On Wednesday, January 24, 2024, residents of Beta Street begin the cleanup after their homes flooded two days earlier. (Nelvin C. Cepeda / The San Diego Union-Tribune)
Evan Walker, one of the lawyers representing flood victims suing the city, questions the city’s strategy of suing flood victims — especially multiple times over.
“I don’t think it was necessary or even appropriate,” he said, adding that even if a flood victim did something to contribute to the damage, a lawsuit doesn’t seem like a reasonable course of action.
“Just tell him you’re not going to pay him a hundred grand; tell him you’re gonna pay him 50,” Walker said. “Don’t sue him.”
Along with the flood victims, the city is also cross-suing Home Depot, which owns a property in the Mountain View neighborhood, along with a homeowners association in Southcrest.
Other cross-defendants include a real estate developer and a construction company that contracted with the city for work on the Clay Avenue Mini Park in Logan Heights.
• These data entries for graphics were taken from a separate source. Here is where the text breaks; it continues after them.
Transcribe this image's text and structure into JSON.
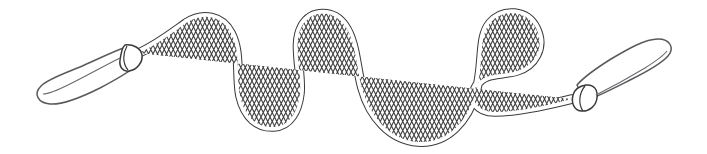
{
  "image": {
    "kind": "line-art-illustration",
    "subject": "jump rope",
    "title": "Braided jump rope with paddle handles",
    "alt_text": "Black and white line drawing of a skipping rope laid out in a wavy serpentine S-curve with a teardrop-shaped handle at each end",
    "background_color": "#ffffff",
    "stroke_color": "#3a3a3c",
    "handle_stroke_color": "#5a5a5e",
    "fill_color": "#ffffff",
    "width": 707,
    "height": 154
  },
  "parts": [
    {
      "id": "left-handle",
      "label": "Left handle",
      "shape": "teardrop paddle grip",
      "tip_x": 38,
      "tip_y": 90,
      "collar_x": 132,
      "collar_y": 56,
      "angle_degrees": -22
    },
    {
      "id": "left-collar",
      "label": "Left ferrule collar",
      "shape": "cone",
      "x": 132,
      "y": 56
    },
    {
      "id": "rope",
      "label": "Braided rope",
      "texture": "crosshatch braid",
      "thickness": 8,
      "start_x": 139,
      "start_y": 53,
      "end_x": 576,
      "end_y": 99
    },
    {
      "id": "right-collar",
      "label": "Right ferrule collar",
      "shape": "cone",
      "x": 580,
      "y": 99
    },
    {
      "id": "right-handle",
      "label": "Right handle",
      "shape": "teardrop paddle grip",
      "collar_x": 580,
      "collar_y": 99,
      "tip_x": 668,
      "tip_y": 52,
      "angle_degrees": -26
    }
  ],
  "rope_path": {
    "description": "Serpentine path: rises from left handle to a first crest, dips into a trough, climbs to a high crest, plunges to the deepest valley, rises to the highest crest, then hooks back down to the right handle.",
    "crests": [
      {
        "name": "crest-1",
        "x": 188,
        "y": 22
      },
      {
        "name": "crest-2",
        "x": 300,
        "y": 13
      },
      {
        "name": "crest-3",
        "x": 512,
        "y": 14
      }
    ],
    "troughs": [
      {
        "name": "trough-1",
        "x": 265,
        "y": 126
      },
      {
        "name": "trough-2",
        "x": 424,
        "y": 142
      }
    ],
    "d": "M 139,53 C 158,44 172,33 186,23 C 203,12 222,16 231,33 C 241,52 236,76 240,96 C 245,118 258,128 274,127 C 290,126 298,111 300,93 C 302,70 292,44 302,26 C 312,9 334,10 345,26 C 356,42 356,66 362,88 C 370,117 390,140 418,142 C 448,144 468,120 476,92 C 484,64 478,37 490,23 C 503,8 527,10 536,28 C 546,48 534,66 517,71 C 500,76 485,72 477,85 C 468,99 477,112 495,112 C 519,112 548,105 572,99"
  },
  "accessibility": {
    "role": "img",
    "description": "Illustration of a jump rope"
  }
}
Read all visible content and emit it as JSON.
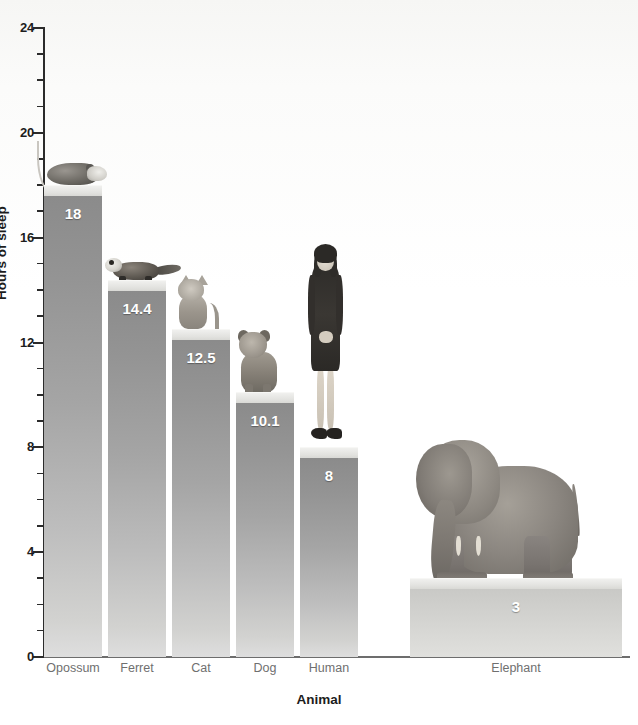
{
  "chart_data": {
    "type": "bar",
    "title": "",
    "subtitle": "",
    "xlabel": "Animal",
    "ylabel": "Hours of sleep",
    "ylim": [
      0,
      24
    ],
    "ytick_values": [
      0,
      4,
      8,
      12,
      16,
      20,
      24
    ],
    "ytick_labels": [
      "0",
      "4",
      "8",
      "12",
      "16",
      "20",
      "24"
    ],
    "minor_tick_interval": 1,
    "grid": false,
    "legend": false,
    "categories": [
      "Opossum",
      "Ferret",
      "Cat",
      "Dog",
      "Human",
      "Elephant"
    ],
    "values": [
      18,
      14.4,
      12.5,
      10.1,
      8,
      3
    ],
    "value_labels": [
      "18",
      "14.4",
      "12.5",
      "10.1",
      "8",
      "3"
    ],
    "bar_color": "#9a9a9a",
    "bar_top_color": "#e2e2df",
    "label_color": "#ffffff",
    "axis_color": "#2b2b2b",
    "background_color": "#ffffff",
    "annotations": [
      "Each bar is topped by a photographic pedestal showing the animal.",
      "Opossum sleeps the most at 18 hours; Elephant sleeps the least at 3 hours."
    ]
  },
  "bars": [
    {
      "label": "Opossum",
      "value": 18,
      "value_label": "18",
      "icon": "opossum-image"
    },
    {
      "label": "Ferret",
      "value": 14.4,
      "value_label": "14.4",
      "icon": "ferret-image"
    },
    {
      "label": "Cat",
      "value": 12.5,
      "value_label": "12.5",
      "icon": "cat-image"
    },
    {
      "label": "Dog",
      "value": 10.1,
      "value_label": "10.1",
      "icon": "dog-image"
    },
    {
      "label": "Human",
      "value": 8,
      "value_label": "8",
      "icon": "human-image"
    },
    {
      "label": "Elephant",
      "value": 3,
      "value_label": "3",
      "icon": "elephant-image"
    }
  ],
  "axes": {
    "y_title": "Hours of sleep",
    "x_title": "Animal",
    "y_labels": [
      "24",
      "20",
      "16",
      "12",
      "8",
      "4",
      "0"
    ]
  }
}
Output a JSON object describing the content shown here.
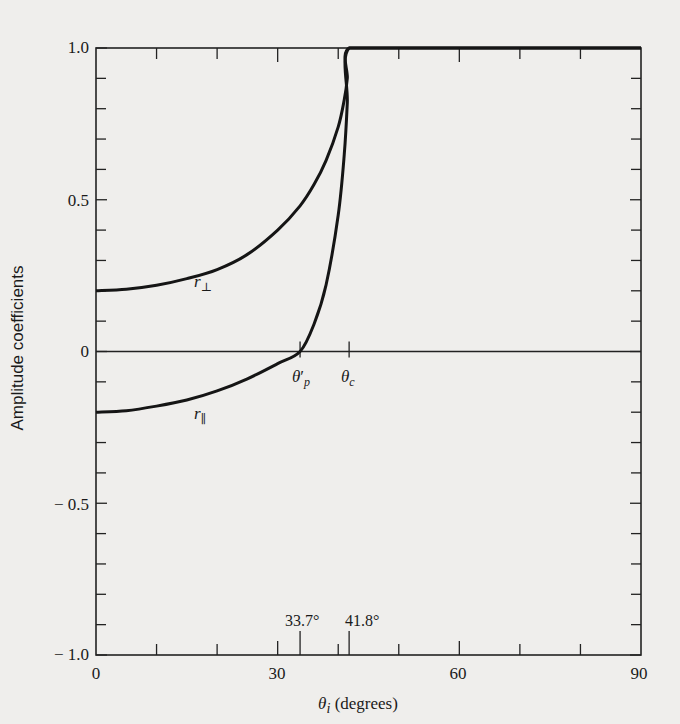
{
  "chart_data": {
    "type": "line",
    "title": "",
    "xlabel": "θ_i (degrees)",
    "ylabel": "Amplitude coefficients",
    "xlim": [
      0,
      90
    ],
    "ylim": [
      -1.0,
      1.0
    ],
    "grid": false,
    "legend": "none (curves labeled inline)",
    "x_ticks_labeled": [
      0,
      30,
      60,
      90
    ],
    "x_ticks_minor": [
      10,
      20,
      40,
      50,
      70,
      80
    ],
    "y_ticks_labeled": [
      -1.0,
      -0.5,
      0,
      0.5,
      1.0
    ],
    "y_ticks_minor_step": 0.1,
    "series": [
      {
        "name": "r_perp",
        "label": "r⊥",
        "x": [
          0,
          5,
          10,
          15,
          20,
          25,
          30,
          33.7,
          36,
          38,
          40,
          41,
          41.5,
          41.8,
          50,
          60,
          70,
          80,
          90
        ],
        "values": [
          0.2,
          0.205,
          0.218,
          0.24,
          0.27,
          0.32,
          0.4,
          0.48,
          0.55,
          0.63,
          0.74,
          0.83,
          0.9,
          1.0,
          1.0,
          1.0,
          1.0,
          1.0,
          1.0
        ]
      },
      {
        "name": "r_parallel",
        "label": "r∥",
        "x": [
          0,
          5,
          10,
          15,
          20,
          25,
          30,
          33.7,
          36,
          38,
          40,
          41,
          41.5,
          41.8,
          50,
          60,
          70,
          80,
          90
        ],
        "values": [
          -0.2,
          -0.195,
          -0.18,
          -0.16,
          -0.13,
          -0.09,
          -0.04,
          0.0,
          0.09,
          0.22,
          0.45,
          0.65,
          0.82,
          1.0,
          1.0,
          1.0,
          1.0,
          1.0,
          1.0
        ]
      }
    ],
    "annotations": [
      {
        "text": "θ'p",
        "x": 33.7,
        "y": 0,
        "meaning": "polarization angle"
      },
      {
        "text": "θc",
        "x": 41.8,
        "y": 0,
        "meaning": "critical angle"
      },
      {
        "text": "33.7°",
        "x": 33.7,
        "y": -1.0
      },
      {
        "text": "41.8°",
        "x": 41.8,
        "y": -1.0
      }
    ]
  },
  "labels": {
    "ylabel": "Amplitude coefficients",
    "xlabel_symbol": "θ",
    "xlabel_sub": "i",
    "xlabel_unit": " (degrees)",
    "y_ticks": [
      "1.0",
      "0.5",
      "0",
      "− 0.5",
      "− 1.0"
    ],
    "x_ticks": [
      "0",
      "30",
      "60",
      "90"
    ],
    "r_perp": "r",
    "r_perp_sub": "⊥",
    "r_par": "r",
    "r_par_sub": "∥",
    "theta_p": "θ",
    "theta_p_sub": "p",
    "theta_p_prime": "′",
    "theta_c": "θ",
    "theta_c_sub": "c",
    "angle_p_value": "33.7°",
    "angle_c_value": "41.8°"
  }
}
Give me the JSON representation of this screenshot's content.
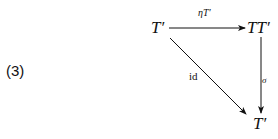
{
  "equation_number": "(3)",
  "nodes": {
    "top_left": "T′",
    "top_right": "TT′",
    "bottom_right": "T′"
  },
  "arrows": {
    "top": {
      "from": "T′",
      "to": "TT′",
      "label": "ηT′"
    },
    "diagonal": {
      "from": "T′",
      "to": "T′",
      "label": "id"
    },
    "right": {
      "from": "TT′",
      "to": "T′",
      "label": "σ"
    }
  }
}
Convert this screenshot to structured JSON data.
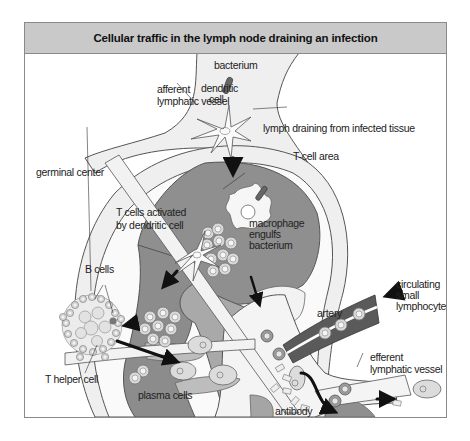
{
  "title": "Cellular traffic in the lymph node draining an infection",
  "labels": {
    "bacterium": "bacterium",
    "dendritic_cell_1": "dendritic",
    "dendritic_cell_2": "cell",
    "afferent_1": "afferent",
    "afferent_2": "lymphatic vessel",
    "lymph_draining": "lymph draining from infected tissue",
    "t_cell_area": "T-cell area",
    "germinal_center": "germinal center",
    "t_cells_activated_1": "T cells activated",
    "t_cells_activated_2": "by dendritic cell",
    "macrophage_1": "macrophage",
    "macrophage_2": "engulfs",
    "macrophage_3": "bacterium",
    "b_cells": "B cells",
    "t_helper_cell": "T helper cell",
    "plasma_cells": "plasma cells",
    "artery": "artery",
    "circulating_1": "circulating",
    "circulating_2": "small",
    "circulating_3": "lymphocytes",
    "efferent_1": "efferent",
    "efferent_2": "lymphatic vessel",
    "antibody": "antibody"
  },
  "colors": {
    "title_bar": "#c9c9c9",
    "frame_border": "#8a8a8a",
    "capsule_fill": "#efefef",
    "t_cell_area": "#8f8f8f",
    "medulla": "#a9a9a9",
    "cortex_light": "#f4f4f4",
    "artery": "#5a5a5a",
    "arrow": "#111111"
  }
}
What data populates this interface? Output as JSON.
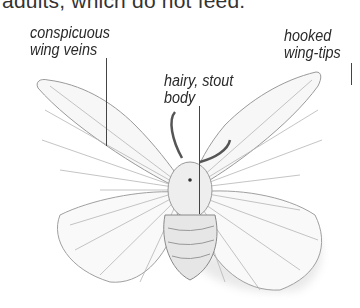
{
  "page": {
    "intro_text": "adults, which do not feed."
  },
  "figure": {
    "labels": [
      {
        "id": "wing-veins",
        "line1": "conspicuous",
        "line2": "wing veins"
      },
      {
        "id": "body",
        "line1": "hairy, stout",
        "line2": "body"
      },
      {
        "id": "wing-tips",
        "line1": "hooked",
        "line2": "wing-tips"
      }
    ]
  }
}
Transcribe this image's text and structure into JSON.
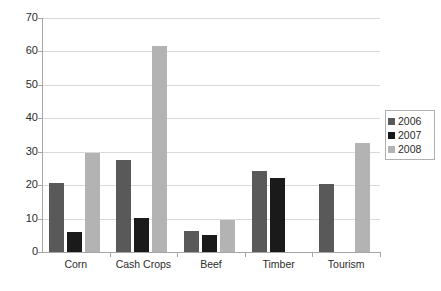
{
  "chart_data": {
    "type": "bar",
    "title": "",
    "xlabel": "",
    "ylabel": "",
    "ylim": [
      0,
      70
    ],
    "ytick_step": 10,
    "yticks": [
      70,
      60,
      50,
      40,
      30,
      20,
      10,
      0
    ],
    "grid": true,
    "legend_position": "right",
    "categories": [
      "Corn",
      "Cash Crops",
      "Beef",
      "Timber",
      "Tourism"
    ],
    "series": [
      {
        "name": "2006",
        "color": "#595959",
        "values": [
          20.5,
          27.5,
          6.2,
          24.2,
          20.3
        ]
      },
      {
        "name": "2007",
        "color": "#1a1a1a",
        "values": [
          6.0,
          10.2,
          5.0,
          22.2,
          null
        ]
      },
      {
        "name": "2008",
        "color": "#b3b3b3",
        "values": [
          29.5,
          61.5,
          9.5,
          null,
          32.7
        ]
      }
    ]
  },
  "legend": {
    "items": [
      {
        "label": "2006",
        "color": "#595959"
      },
      {
        "label": "2007",
        "color": "#1a1a1a"
      },
      {
        "label": "2008",
        "color": "#b3b3b3"
      }
    ]
  },
  "axes": {
    "y_tick_labels": [
      "70",
      "60",
      "50",
      "40",
      "30",
      "20",
      "10",
      "0"
    ],
    "x_tick_labels": [
      "Corn",
      "Cash Crops",
      "Beef",
      "Timber",
      "Tourism"
    ]
  }
}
In addition to the parties it names as defendants, the city’s cross-complaints also list up to 1,000 unidentified defendants — people or entities that could also be responsible.
It has so far named four of those defendants in one of the cross-suits. The City Attorney’s Office said last month it doesn’t expect to name all 1,000.
The City Attorney’s Office did not comment on its legal strategy.
But to Slomanson, it looks standard — including its decision earlier this year to try to reduce the number of claims against it over its management of stormwater infrastructure in southeastern San Diego. In that lawsuit, a Vista judge ruled in March that only one claim would be thrown out and five would proceed for now.
Walker said that the plaintiffs’ lawyers have until Sept. 12 to consolidate all 53 complaints into a single master complaint, with a status conference with the judge set for Sept. 18.
Then he says the case could go to trial by next summer, barring a settlement before then.
Martha Navarro recalls when she first saw the flood by watching remotely on her security camera and noticed her puppy nearly drowning on the back porch of her home on Beta Street in Southcrest in January 2024. (Nelvin C. Cepeda / The San Diego Union-Tribune)
Martha Navarro, a Beta Street resident who is suing the city and has not been named as a cross-defendant, expects the case to take years to reach a resolution.
Still, she’ll be glad when it’s over — with the hope of getting money from the city to cover the damage her home sustained during the floods. Navarro and her husband spent $20,000 to $25,000 last year to replace their family’s damaged appliances and belongings.
The Navarros are first-time homeowners at their Southcrest home with two young sons, but she and her husband are talking about using money from the lawsuit for a down payment on a new house in another neighborhood to avoid a future flood.
“We still have little ones,” she said. “If it happens again, I wouldn’t want to be in the house with my kids.”